DoYouEverWonder
07-21-2008, 02:21 AM
That's right, FL election laws have gone from bad to worse. Apparently, Good ol' Chaingang Charlie Crist's idea of election reform was to buy new machines, while throwing away any chance of ever doing a proper recount or even a proper audit of the machines. They don't call Florida the Banana Republic for nothing.
State law does not allow for precise recount
July 19, 2008
TALLAHASSEE - With the ghosts of the 2000 presidential election still haunting the state, Gov. Charlie Crist pushed lawmakers last year to require all voting machines to leave a "paper trail" that would lay to rest concerns about votes being accurately counted.
"If there's a need for a recount, I think it's important that we have something to recount," Crist said as the state junked touch-screen voting machines that did not leave paper records of individual votes.
But as the state heads into what is expected to be a record-setting year for voter turnout, Florida law does not allow for every ballot to be counted in case of a close election.
"There is not such a thing as a manual recount in Florida," said Florida Secretary of State Kurt Browning. "It is very dangerous to tell candidates that, yes, the law has a section that says 'manual recount' but we're not going to look at those ballots."
The reason: Despite pleas from Browning, lawmakers have not authorized a full manual recount of all ballots in close elections.
Instead, canvassing boards in each of Florida's 67 counties will only manually count the ballots that were untabulated by machines reading the marked-in bubbles or connected lines.
<snip>
But some elections officials say there is not enough time to do a full manual recount in large counties like Miami-Dade, where more than 770,000 voters went to the polls in the 2004 presidential election. State law only allows 14 days after the election to certify the results.
And they say authorizing a full manual recount is akin to admitting a lack of faith in optical-scan voting machines that have cost tens of millions of dollars to buy and test in the past 18 months.
"We get them and immediately turn around and say, 'If we have a close election, we don't trust those machines,' " said Ron Labasky, a longtime attorney for the Florida State Association of Supervisors of Elections. "If you felt that way, then you better count everything by hand."
Not all elections supervisors agree. Leon County elections supervisor Ion Sancho led the push for ridding the state of touch-screen voting when he publicly showed how results could be altered with no detection.
He said voters are "stunned" when told there will be no manual recount of all ballots in a close election.
"We have failed our citizens," said Sancho, arguing that lawmakers should allow more time for a full manual recount in close elections or at least a scientifically sound sampling to verify the votes were counted correctly.
http://www.gainesville.com/article/20080720/NEWS/807200325/1002/news01&title=State_law_does_not_allow_for_precise_recount_
State law does not allow for precise recount
July 19, 2008
TALLAHASSEE - With the ghosts of the 2000 presidential election still haunting the state, Gov. Charlie Crist pushed lawmakers last year to require all voting machines to leave a "paper trail" that would lay to rest concerns about votes being accurately counted.
"If there's a need for a recount, I think it's important that we have something to recount," Crist said as the state junked touch-screen voting machines that did not leave paper records of individual votes.
But as the state heads into what is expected to be a record-setting year for voter turnout, Florida law does not allow for every ballot to be counted in case of a close election.
"There is not such a thing as a manual recount in Florida," said Florida Secretary of State Kurt Browning. "It is very dangerous to tell candidates that, yes, the law has a section that says 'manual recount' but we're not going to look at those ballots."
The reason: Despite pleas from Browning, lawmakers have not authorized a full manual recount of all ballots in close elections.
Instead, canvassing boards in each of Florida's 67 counties will only manually count the ballots that were untabulated by machines reading the marked-in bubbles or connected lines.
<snip>
But some elections officials say there is not enough time to do a full manual recount in large counties like Miami-Dade, where more than 770,000 voters went to the polls in the 2004 presidential election. State law only allows 14 days after the election to certify the results.
And they say authorizing a full manual recount is akin to admitting a lack of faith in optical-scan voting machines that have cost tens of millions of dollars to buy and test in the past 18 months.
"We get them and immediately turn around and say, 'If we have a close election, we don't trust those machines,' " said Ron Labasky, a longtime attorney for the Florida State Association of Supervisors of Elections. "If you felt that way, then you better count everything by hand."
Not all elections supervisors agree. Leon County elections supervisor Ion Sancho led the push for ridding the state of touch-screen voting when he publicly showed how results could be altered with no detection.
He said voters are "stunned" when told there will be no manual recount of all ballots in a close election.
"We have failed our citizens," said Sancho, arguing that lawmakers should allow more time for a full manual recount in close elections or at least a scientifically sound sampling to verify the votes were counted correctly.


• WORK TASK:
Find and return every line of the data that contains the word "xyxy".

• GIVEN RECORDS:
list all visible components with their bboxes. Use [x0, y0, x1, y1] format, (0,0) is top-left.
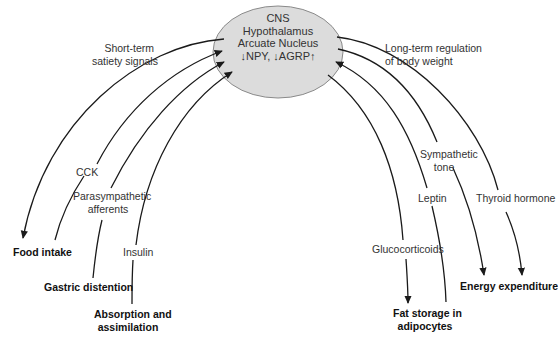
insulin-label: Insulin — [123, 246, 153, 259]
gastric-distention-label: Gastric distention — [44, 281, 133, 294]
arrow-leptin-upper — [336, 62, 427, 188]
arrow-sympathetic-lower — [453, 168, 484, 275]
food-intake-label: Food intake — [13, 246, 72, 259]
line-glucocorticoids-upper — [328, 75, 403, 240]
leptin-label: Leptin — [418, 192, 447, 205]
energy-expenditure-label: Energy expenditure — [460, 280, 558, 293]
parasympathetic-afferents-label: Parasympathetic afferents — [73, 190, 143, 215]
arrow-cck-upper — [97, 51, 222, 164]
line-parasympathetic-lower — [93, 220, 102, 278]
parasympathetic-line-2: afferents — [73, 203, 143, 216]
absorption-line-2: assimilation — [94, 321, 162, 334]
cns-label: CNS Hypothalamus Arcuate Nucleus ↓NPY, ↓… — [213, 12, 343, 62]
fat-storage-line-2: adipocytes — [393, 320, 457, 333]
thyroid-hormone-label: Thyroid hormone — [476, 192, 555, 205]
cck-label: CCK — [76, 166, 98, 179]
cns-line-1: CNS — [213, 12, 343, 25]
long-term-line-2: of body weight — [385, 55, 482, 68]
arrow-thyroid-lower — [506, 212, 522, 275]
long-term-regulation-label: Long-term regulation of body weight — [385, 42, 482, 67]
absorption-assimilation-label: Absorption and assimilation — [94, 308, 162, 333]
sympathetic-line-2: tone — [420, 161, 468, 174]
fat-storage-line-1: Fat storage in — [393, 307, 457, 320]
glucocorticoids-label: Glucocorticoids — [372, 243, 444, 256]
long-term-line-1: Long-term regulation — [385, 42, 482, 55]
fat-storage-label: Fat storage in adipocytes — [393, 307, 457, 332]
sympathetic-line-1: Sympathetic — [420, 148, 468, 161]
cns-line-2: Hypothalamus — [213, 25, 343, 38]
short-term-line-1: Short-term — [92, 42, 154, 55]
cns-line-4: ↓NPY, ↓AGRP↑ — [213, 50, 343, 63]
short-term-satiety-label: Short-term satiety signals — [92, 42, 154, 67]
short-term-line-2: satiety signals — [92, 55, 154, 68]
parasympathetic-line-1: Parasympathetic — [73, 190, 143, 203]
sympathetic-tone-label: Sympathetic tone — [420, 148, 468, 173]
absorption-line-1: Absorption and — [94, 308, 162, 321]
arrow-insulin-upper — [136, 72, 232, 245]
arrow-glucocorticoids-lower — [406, 259, 408, 303]
cns-line-3: Arcuate Nucleus — [213, 37, 343, 50]
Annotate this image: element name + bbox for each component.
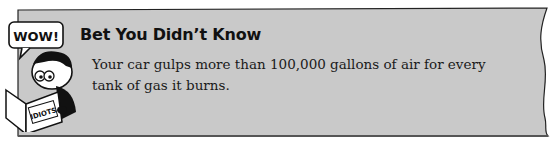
sidebar-title: Bet You Didn’t Know xyxy=(80,25,261,44)
sidebar-body: Your car gulps more than 100,000 gallons… xyxy=(92,54,512,96)
speech-bubble-text: WOW! xyxy=(13,29,59,44)
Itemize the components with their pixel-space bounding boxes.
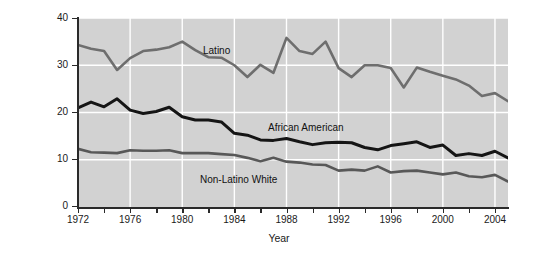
x-tick-mark	[234, 208, 235, 213]
x-tick-mark	[391, 208, 392, 213]
x-tick-label-1972: 1972	[58, 214, 98, 225]
x-tick-mark	[469, 208, 470, 213]
x-tick-mark	[417, 208, 418, 213]
x-axis-title-text: Year	[268, 232, 289, 244]
x-tick-mark	[365, 208, 366, 213]
x-tick-mark	[287, 208, 288, 213]
x-tick-mark	[130, 208, 131, 213]
x-tick-label-2000: 2000	[423, 214, 463, 225]
series-canvas	[78, 18, 508, 207]
x-tick-mark	[208, 208, 209, 213]
y-tick-label-10: 10	[46, 153, 68, 164]
x-tick-mark	[339, 208, 340, 213]
x-tick-label-1988: 1988	[267, 214, 307, 225]
y-axis-line	[77, 17, 79, 208]
x-tick-label-1976: 1976	[110, 214, 150, 225]
x-tick-mark	[495, 208, 496, 213]
x-tick-mark	[78, 208, 79, 213]
x-tick-label-1996: 1996	[371, 214, 411, 225]
x-tick-label-2004: 2004	[475, 214, 515, 225]
x-tick-mark	[182, 208, 183, 213]
x-tick-mark	[443, 208, 444, 213]
y-tick-label-20: 20	[46, 106, 68, 117]
x-tick-mark	[156, 208, 157, 213]
chart-figure: Percentage of 16- to 24-year-olds who ha…	[0, 0, 534, 254]
series-annotation-non-latino-white: Non-Latino White	[200, 174, 277, 185]
plot-area: Latino African American Non-Latino White	[78, 18, 508, 207]
x-tick-label-1980: 1980	[162, 214, 202, 225]
series-annotation-latino: Latino	[203, 45, 230, 56]
x-tick-mark	[260, 208, 261, 213]
x-axis-line	[77, 207, 509, 209]
x-tick-mark	[104, 208, 105, 213]
x-tick-label-1984: 1984	[214, 214, 254, 225]
y-tick-label-40: 40	[46, 12, 68, 23]
x-tick-label-1992: 1992	[319, 214, 359, 225]
y-tick-label-30: 30	[46, 59, 68, 70]
series-annotation-african-american: African American	[268, 122, 344, 133]
x-axis-title: Year	[0, 232, 534, 244]
y-tick-label-0: 0	[46, 200, 68, 211]
x-tick-mark	[313, 208, 314, 213]
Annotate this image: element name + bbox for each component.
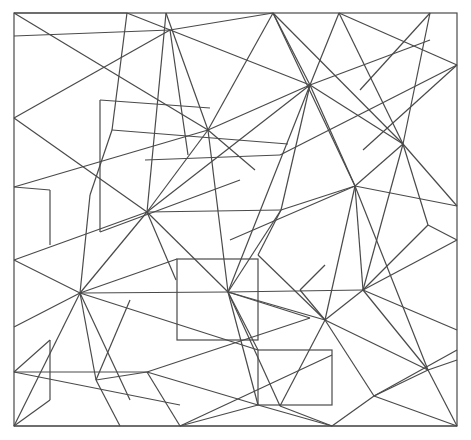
line-segment	[280, 406, 332, 426]
line-segment	[258, 405, 332, 426]
line-segment	[258, 210, 281, 255]
line-segment	[363, 65, 457, 150]
line-segment	[180, 355, 332, 426]
line-segment	[145, 155, 280, 160]
line-segment	[80, 293, 258, 350]
line-segment	[14, 293, 80, 327]
line-segment	[80, 195, 90, 293]
line-segment	[80, 292, 228, 293]
line-segment	[403, 144, 428, 225]
line-segment	[374, 396, 457, 426]
line-segment	[96, 372, 147, 380]
line-segment	[332, 396, 374, 426]
line-segment	[14, 13, 208, 130]
outer-frame	[14, 13, 457, 426]
line-segment	[363, 144, 403, 290]
line-segment	[147, 13, 166, 212]
line-segment	[273, 13, 355, 186]
line-segment	[355, 144, 403, 186]
line-segment	[363, 225, 428, 290]
line-segment	[310, 13, 339, 85]
line-segment	[100, 100, 210, 108]
line-segment	[14, 30, 170, 118]
line-segment	[80, 293, 96, 380]
line-segment	[14, 293, 80, 426]
line-segment	[208, 130, 255, 170]
geometric-line-drawing	[0, 0, 471, 440]
line-segment	[310, 85, 355, 186]
line-segment	[147, 212, 228, 292]
line-segment	[96, 380, 120, 426]
line-segment	[14, 118, 147, 212]
line-segments	[14, 13, 457, 426]
line-segment	[363, 290, 428, 370]
line-segment	[96, 300, 130, 380]
line-segment	[170, 13, 273, 30]
line-segment	[374, 350, 457, 396]
line-segment	[360, 13, 430, 90]
line-segment	[112, 13, 127, 130]
line-segment	[127, 13, 310, 85]
line-segment	[228, 292, 310, 318]
line-segment	[166, 13, 208, 130]
line-segment	[230, 186, 355, 240]
line-segment	[100, 180, 240, 232]
line-segment	[14, 400, 50, 426]
line-segment	[147, 318, 310, 372]
line-segment	[14, 260, 80, 293]
line-segment	[280, 320, 325, 406]
line-segment	[428, 360, 457, 370]
line-segment	[339, 13, 457, 65]
line-segment	[14, 187, 50, 190]
line-segment	[281, 186, 355, 210]
line-segment	[208, 13, 273, 130]
line-segment	[428, 225, 457, 240]
line-segment	[300, 265, 325, 290]
line-segment	[403, 13, 430, 144]
line-segment	[14, 30, 170, 36]
line-segment	[228, 210, 281, 292]
line-segment	[80, 293, 130, 400]
line-segment	[14, 340, 50, 372]
line-segment	[147, 212, 176, 280]
line-segment	[363, 240, 457, 290]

• RESPONSE TO THE TASK:
sidebar-title: Bet You Didn’t Know xyxy=(80,25,261,44)
sidebar-body: Your car gulps more than 100,000 gallons… xyxy=(92,54,512,96)
speech-bubble-text: WOW! xyxy=(13,29,59,44)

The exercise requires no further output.